Mollie’s neat eyebrows rose ever so slightly, and her mouth slanted at a cynical angle. ‘You could easily be describing yourself, coming all this way with offers of money to get me to do what you want.’

Jago had to stop himself from clenching his jaw out of frustration.

Of course he was prepared to be ruthless.

He had to be to get her to come to his grandmother’s birthday, and he would do whatever it took to achieve it.

He didn’t trust her not to do another runner on him, so he had to find a way to keep her close, as dangerous as that was.

Dangerous because of the sexual chemistry that still thrummed in the air between them.

He could feel it in his body—the stirring of his blood, the swelling and tightening of his flesh as he recalled the way she’d welcomed him into her body in the past. Had she really wanted him back then, or had it all been an act?

She had been so damned convincing he had fallen for it.

Fallen hard. Not in love, but in lust.
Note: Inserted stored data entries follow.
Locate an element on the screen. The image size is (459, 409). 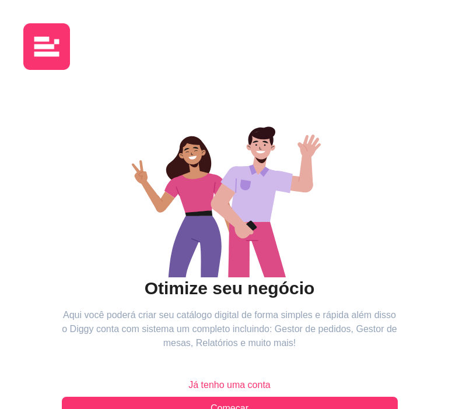
h2: Otimize seu negócio is located at coordinates (230, 289).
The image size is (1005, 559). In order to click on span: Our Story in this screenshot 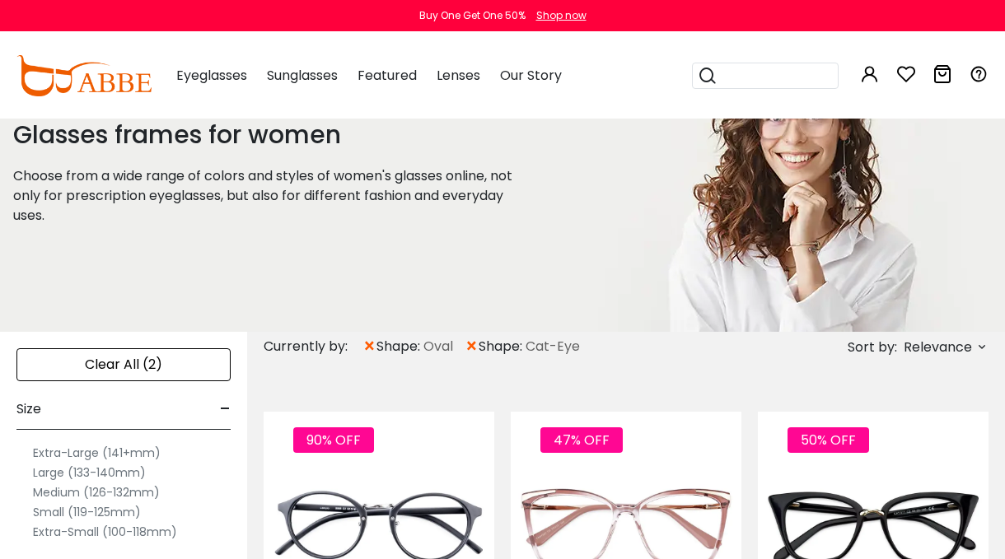, I will do `click(530, 75)`.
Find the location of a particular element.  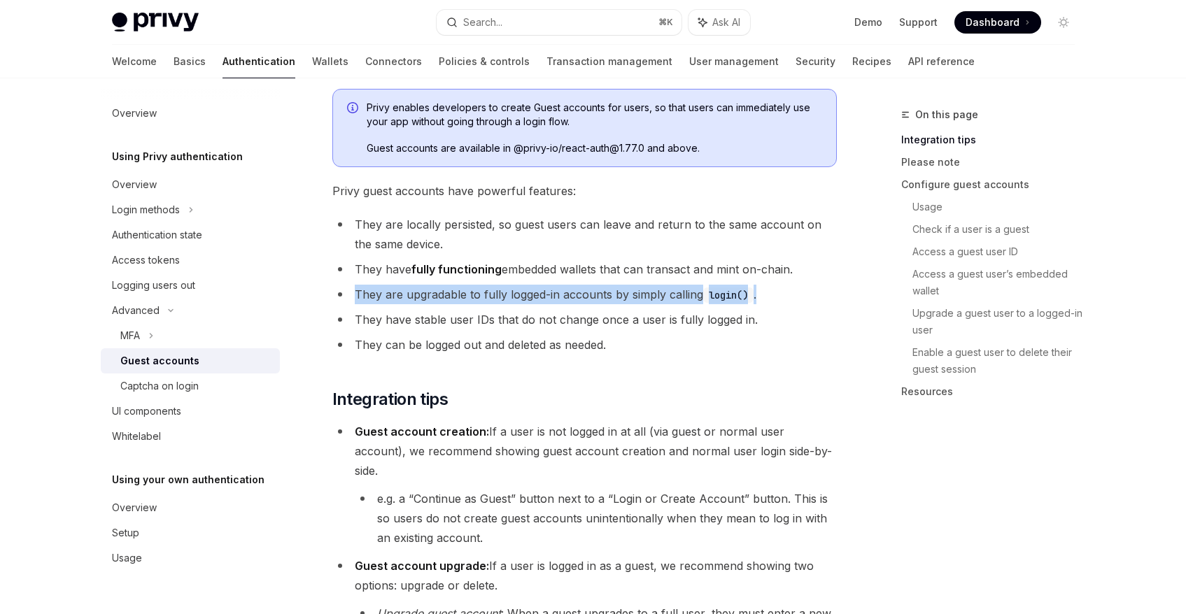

Red-hot and flaming.

Lust so powerfully addictive he had never wanted it to end, thus the marriage proposal.

It was the one thing he prided himself on—that he hadn’t told her he loved her.

She had said those three little words, albeit in a whisper one night after making love, but he hadn’t said them back.

He had pretended to be asleep, for saying those words were difficult for him because the last time he told someone he loved them—his parents—they didn’t come back.

Not that he truly believed he had been in love with her anyway, or at least he didn’t want to think he had been that foolish to fall in love with someone who threw him over for money.

It was physical attraction that had bound him to her back then.

Their connection had reminded him of his parents’ strong physical bond: they had been so happy with each other until fate stepped in and ruined everything.

‘Money seems to be the only thing that appeals to you,’ Jago said, nailing her with his gaze.

‘Money has universal appeal, does it not?’ Her voice was straight out of the gold-digger’s playbook but something about her eyes reminded him of a wrong note played in a performance.